“No, you cannot?—”
“Do not try to stop me.”
But before he could leave, Eloise burst in, crying. “Why are you both shouting!” She cried. “People in love should not fight! That is all we ever wanted, our parents to just love each other! Why can’t you do that?”
“Eloise,” Mary murmured, going to her daughter to hold her close. “I am sorry we woke you.”
“I want Katie back,” she cried. “She is gone and I miss her. I am worried, Mama.” She lifted tear-filled eyes to Mary and Dominique, who approached them both. “Please Mama, Papa. Find her.”
Through the window, Mary could see that dawn had broken over the expansive land that Dominique owned.
She placed a hand on his arm. “Will you let me accompany you to search for Katie?”
He gave her a curt nod. “Mary, I need to know if there is anything else. If you know any other places that Katie relates to her mother and what, exactly, she knows about those places, how she found out about them.”
It broke Mary’s heart to betray the young girl’s trust but she needed to believe in Dominique that she might one day build it back up again.
“One of the first times you traveled away, she went through every room in search of anything interesting. She wanted to be mischievous, she told me, in the hopes you would come back to scold her. She found her mother’s diary?—”
Dominique cursed colorfully before startling, remembering Eloise was in the room, and muttered an apology.
“—she found the diary and there was a list of her mother’s favorite haunts in there.”
“Do you know where she kept the diary in her room?”
Mary shook her head. “It is the truth, I swear.”
“Then we shall look, anyway. I can remember some places but not all of them. Anywhere is worth a try. We shall begin searching for her and if we do not find her by noon tomorrow, I shall get the constables involved, as much as I am loathe to do so.”
ChapterTwenty
“You take the left side, I shall ask around on the right side,” Dominique instructed.
“Should we not look together?” Mary asked, her eyes wide. “What if?—”
“All right,” he answered tersely. “Did Eloise answer where she and Katie liked to go here in London?”
“Only the cake store,” Mary replied. As much as Eloise had thrown a tantrum over not helping them find Katie, Mary had left her behind in the castle with Bernie. They needed to focus on Katie as much as possible. Even their argument had been paused, leaving Mary uneasy, unsure of where she now stood with her husband.
More and more patrons began to fill up the cafés and shops, making it harder to find the spaces where a ten-year-old girl might fit herself into. But the more that arrived the more people whispered as word of Mary and Dominique searching for Katie travelled.
“Excuse me,” Mary said to a group of ladies who were making their way into the modiste’s. “We are looking for my stepdaughter, Katie Wallace.” She described the girl and the ladies looked concerned until Dominique stepped forward.
“Perhaps his daughter ran away after witnessing her papa strike her mama, just like the first wife,” the whisper was barely inaudible and Mary looked to Dominique. His eyes burned with fury.
“Ladies,” he said. “If you spent more time on your future prospects and less time on gossiping about others, you might have secured husbands by now.”
“Perhaps if you had been there for your daughter then she might not have run away,” one of the ladies dared to accuse. Dominique went rigid. He used their fear of him to his advantage as he moved closer.
“Do not speak against me, Miss Hawthorne, as I know your parents shall not be happy about your gossiping and accusations of a Duke such as myself. Your fatherislooking to do business with me. It would be a shame if I turned him down due to his daughter’s accusations.” His anger flared. “Do not speak of my daughter again. Good afternoon, ladies.”
With that, he stalked from the modiste’s, with Mary following helplessly in tow.
Similar comments followed them. Some speculated openly; others kept their comments more hidden. They were all of the same speculation: that Katie ran away due to Dominique being abusive. With each new place they searched and came up empty except for more gossip filling their ears, the Duke withered.
“This is all my fault,” he said, collapsing on a nearby bench. Mary rushed to sit beside him, reaching for him. He did not protest when she grasped his hand. “Nobody is willing to help us, nobody will stop accusing me of things I did not do. I was a neglectful father, I admit that, and have tried to change. But I would nevereverraise a hand to my child, nor any woman.”
“I know,” Mary said softly but now he flinched away from her, standing up.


→ PROBLEM TO SOLVE:
The string "outcomes" appears in some lines of the data. Report how many, with no other words.

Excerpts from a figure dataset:

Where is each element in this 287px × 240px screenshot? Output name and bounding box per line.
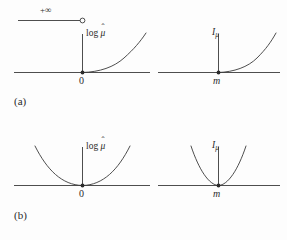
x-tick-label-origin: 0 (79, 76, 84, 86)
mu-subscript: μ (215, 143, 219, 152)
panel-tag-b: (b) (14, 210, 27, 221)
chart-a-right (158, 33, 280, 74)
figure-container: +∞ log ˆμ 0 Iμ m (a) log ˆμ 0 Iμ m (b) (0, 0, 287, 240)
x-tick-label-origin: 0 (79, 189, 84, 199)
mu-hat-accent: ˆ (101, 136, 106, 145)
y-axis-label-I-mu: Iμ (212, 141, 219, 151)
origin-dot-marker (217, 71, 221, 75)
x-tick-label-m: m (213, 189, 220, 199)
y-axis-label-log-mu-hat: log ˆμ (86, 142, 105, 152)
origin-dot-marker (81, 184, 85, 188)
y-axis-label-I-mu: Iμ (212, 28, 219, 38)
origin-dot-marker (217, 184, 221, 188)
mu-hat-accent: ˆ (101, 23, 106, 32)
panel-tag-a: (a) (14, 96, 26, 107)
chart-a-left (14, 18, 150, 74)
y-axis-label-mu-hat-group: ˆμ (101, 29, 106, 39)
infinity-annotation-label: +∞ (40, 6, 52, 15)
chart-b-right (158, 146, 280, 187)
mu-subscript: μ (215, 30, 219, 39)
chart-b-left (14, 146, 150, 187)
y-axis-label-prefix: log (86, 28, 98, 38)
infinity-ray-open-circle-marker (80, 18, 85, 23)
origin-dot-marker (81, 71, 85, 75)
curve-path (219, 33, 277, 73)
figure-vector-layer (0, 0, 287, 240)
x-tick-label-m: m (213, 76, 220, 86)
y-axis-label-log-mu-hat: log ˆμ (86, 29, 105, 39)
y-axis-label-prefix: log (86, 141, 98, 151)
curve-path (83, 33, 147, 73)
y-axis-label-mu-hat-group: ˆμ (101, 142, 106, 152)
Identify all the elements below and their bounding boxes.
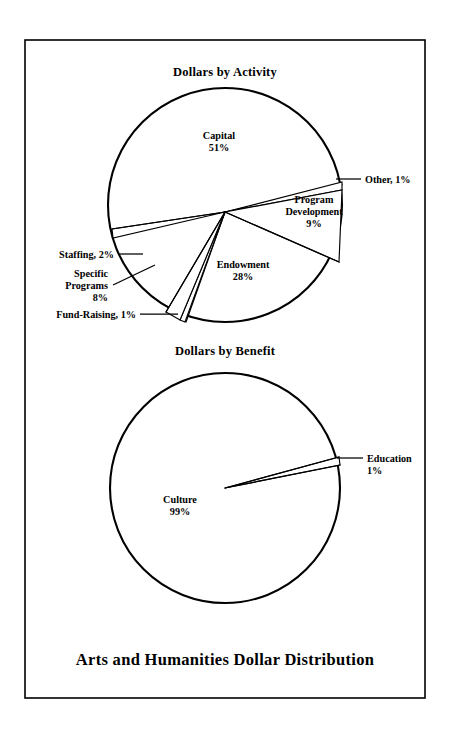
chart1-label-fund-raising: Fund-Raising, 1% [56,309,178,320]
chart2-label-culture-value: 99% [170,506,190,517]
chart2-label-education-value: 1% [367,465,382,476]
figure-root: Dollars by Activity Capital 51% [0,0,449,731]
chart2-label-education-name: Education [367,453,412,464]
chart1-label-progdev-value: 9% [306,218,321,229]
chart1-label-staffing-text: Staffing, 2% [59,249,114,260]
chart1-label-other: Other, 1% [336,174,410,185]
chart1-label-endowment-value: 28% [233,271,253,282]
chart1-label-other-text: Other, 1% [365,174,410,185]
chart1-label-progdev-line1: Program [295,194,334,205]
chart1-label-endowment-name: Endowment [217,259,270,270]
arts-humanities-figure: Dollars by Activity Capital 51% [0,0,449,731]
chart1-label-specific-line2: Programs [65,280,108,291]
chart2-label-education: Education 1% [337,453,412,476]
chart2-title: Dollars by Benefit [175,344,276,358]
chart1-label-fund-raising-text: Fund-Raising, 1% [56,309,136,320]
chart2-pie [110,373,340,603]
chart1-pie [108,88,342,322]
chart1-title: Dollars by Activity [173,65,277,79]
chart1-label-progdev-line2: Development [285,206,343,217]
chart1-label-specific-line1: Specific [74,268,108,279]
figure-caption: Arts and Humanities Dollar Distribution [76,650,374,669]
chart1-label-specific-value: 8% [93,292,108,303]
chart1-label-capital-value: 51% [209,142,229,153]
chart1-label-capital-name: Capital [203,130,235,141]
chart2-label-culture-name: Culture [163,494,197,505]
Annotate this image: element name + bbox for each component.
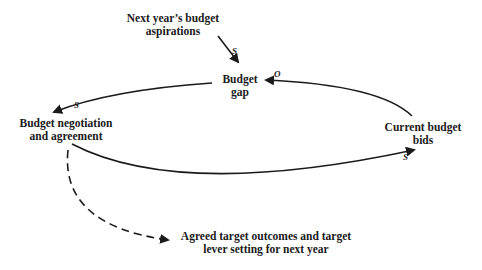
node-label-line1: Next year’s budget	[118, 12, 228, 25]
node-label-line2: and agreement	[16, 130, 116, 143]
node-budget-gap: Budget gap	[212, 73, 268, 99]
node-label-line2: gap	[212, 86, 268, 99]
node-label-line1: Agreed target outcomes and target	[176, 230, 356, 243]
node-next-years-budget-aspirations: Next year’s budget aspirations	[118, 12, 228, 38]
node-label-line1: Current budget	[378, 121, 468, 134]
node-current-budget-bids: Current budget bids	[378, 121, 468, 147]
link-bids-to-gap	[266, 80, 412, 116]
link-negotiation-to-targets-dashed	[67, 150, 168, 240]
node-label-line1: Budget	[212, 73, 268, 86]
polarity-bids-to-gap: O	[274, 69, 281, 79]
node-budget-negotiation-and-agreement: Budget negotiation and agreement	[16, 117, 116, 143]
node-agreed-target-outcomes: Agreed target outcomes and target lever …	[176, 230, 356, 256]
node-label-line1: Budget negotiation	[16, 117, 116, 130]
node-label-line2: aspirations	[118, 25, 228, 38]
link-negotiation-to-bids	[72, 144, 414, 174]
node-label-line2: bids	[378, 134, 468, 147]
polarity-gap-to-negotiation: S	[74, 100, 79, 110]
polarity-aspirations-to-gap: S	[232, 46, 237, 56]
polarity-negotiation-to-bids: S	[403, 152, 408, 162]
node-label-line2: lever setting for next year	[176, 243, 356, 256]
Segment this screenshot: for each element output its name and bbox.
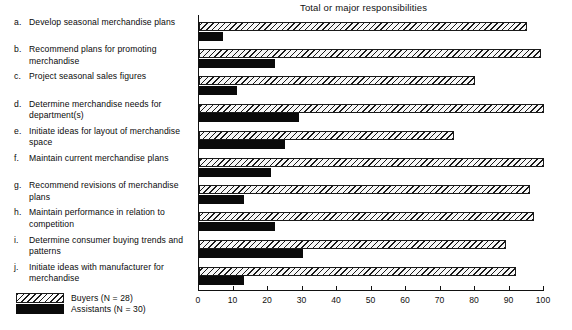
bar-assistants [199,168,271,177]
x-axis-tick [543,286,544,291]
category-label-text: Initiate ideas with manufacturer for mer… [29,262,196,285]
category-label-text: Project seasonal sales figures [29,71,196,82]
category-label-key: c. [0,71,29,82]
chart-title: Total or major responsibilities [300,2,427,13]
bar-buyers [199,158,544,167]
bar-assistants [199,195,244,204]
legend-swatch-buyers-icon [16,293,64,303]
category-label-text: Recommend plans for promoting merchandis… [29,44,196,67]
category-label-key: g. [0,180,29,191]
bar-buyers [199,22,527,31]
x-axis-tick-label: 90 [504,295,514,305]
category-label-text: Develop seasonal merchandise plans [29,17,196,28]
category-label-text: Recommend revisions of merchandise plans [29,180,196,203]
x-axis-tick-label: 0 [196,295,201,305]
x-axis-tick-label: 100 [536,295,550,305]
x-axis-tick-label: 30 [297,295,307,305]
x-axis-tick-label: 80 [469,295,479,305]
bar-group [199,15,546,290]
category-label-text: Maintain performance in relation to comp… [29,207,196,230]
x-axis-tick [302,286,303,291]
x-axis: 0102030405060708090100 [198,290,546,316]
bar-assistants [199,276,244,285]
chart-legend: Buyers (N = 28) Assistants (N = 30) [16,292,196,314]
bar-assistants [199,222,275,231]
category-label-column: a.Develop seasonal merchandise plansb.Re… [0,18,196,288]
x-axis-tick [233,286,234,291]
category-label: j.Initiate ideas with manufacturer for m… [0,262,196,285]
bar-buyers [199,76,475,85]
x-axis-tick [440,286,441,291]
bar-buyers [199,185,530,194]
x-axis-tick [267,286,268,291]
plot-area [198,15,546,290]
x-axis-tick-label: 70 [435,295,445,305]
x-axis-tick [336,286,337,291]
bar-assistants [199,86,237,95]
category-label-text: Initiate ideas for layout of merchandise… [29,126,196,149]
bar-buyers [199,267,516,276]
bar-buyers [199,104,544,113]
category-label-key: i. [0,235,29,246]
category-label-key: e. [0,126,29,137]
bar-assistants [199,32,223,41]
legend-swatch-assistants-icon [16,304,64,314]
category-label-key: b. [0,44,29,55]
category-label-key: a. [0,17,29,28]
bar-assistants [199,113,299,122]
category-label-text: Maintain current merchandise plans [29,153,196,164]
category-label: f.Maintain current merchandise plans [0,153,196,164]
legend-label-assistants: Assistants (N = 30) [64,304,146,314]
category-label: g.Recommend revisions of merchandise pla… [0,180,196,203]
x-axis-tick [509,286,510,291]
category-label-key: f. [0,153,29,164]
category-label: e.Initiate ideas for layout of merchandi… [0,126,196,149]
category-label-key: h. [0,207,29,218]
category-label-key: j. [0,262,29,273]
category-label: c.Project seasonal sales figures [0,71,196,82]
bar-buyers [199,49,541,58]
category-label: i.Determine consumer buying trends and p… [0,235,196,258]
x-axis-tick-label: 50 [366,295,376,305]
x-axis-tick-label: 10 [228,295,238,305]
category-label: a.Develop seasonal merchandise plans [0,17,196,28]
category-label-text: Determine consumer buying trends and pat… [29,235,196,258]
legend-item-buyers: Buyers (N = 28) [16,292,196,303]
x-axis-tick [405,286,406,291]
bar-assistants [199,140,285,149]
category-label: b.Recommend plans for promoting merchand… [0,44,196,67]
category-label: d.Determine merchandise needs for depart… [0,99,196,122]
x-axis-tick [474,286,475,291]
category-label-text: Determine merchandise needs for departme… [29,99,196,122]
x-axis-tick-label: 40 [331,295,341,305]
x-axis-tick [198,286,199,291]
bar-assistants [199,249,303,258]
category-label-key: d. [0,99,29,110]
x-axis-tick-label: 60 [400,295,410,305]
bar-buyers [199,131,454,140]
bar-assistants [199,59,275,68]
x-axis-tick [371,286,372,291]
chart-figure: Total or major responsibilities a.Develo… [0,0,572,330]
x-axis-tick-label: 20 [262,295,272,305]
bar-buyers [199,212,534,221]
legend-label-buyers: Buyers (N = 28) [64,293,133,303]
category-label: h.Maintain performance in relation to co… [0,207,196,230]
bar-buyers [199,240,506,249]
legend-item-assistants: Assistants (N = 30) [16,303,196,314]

→ ANSWER SPACE:
2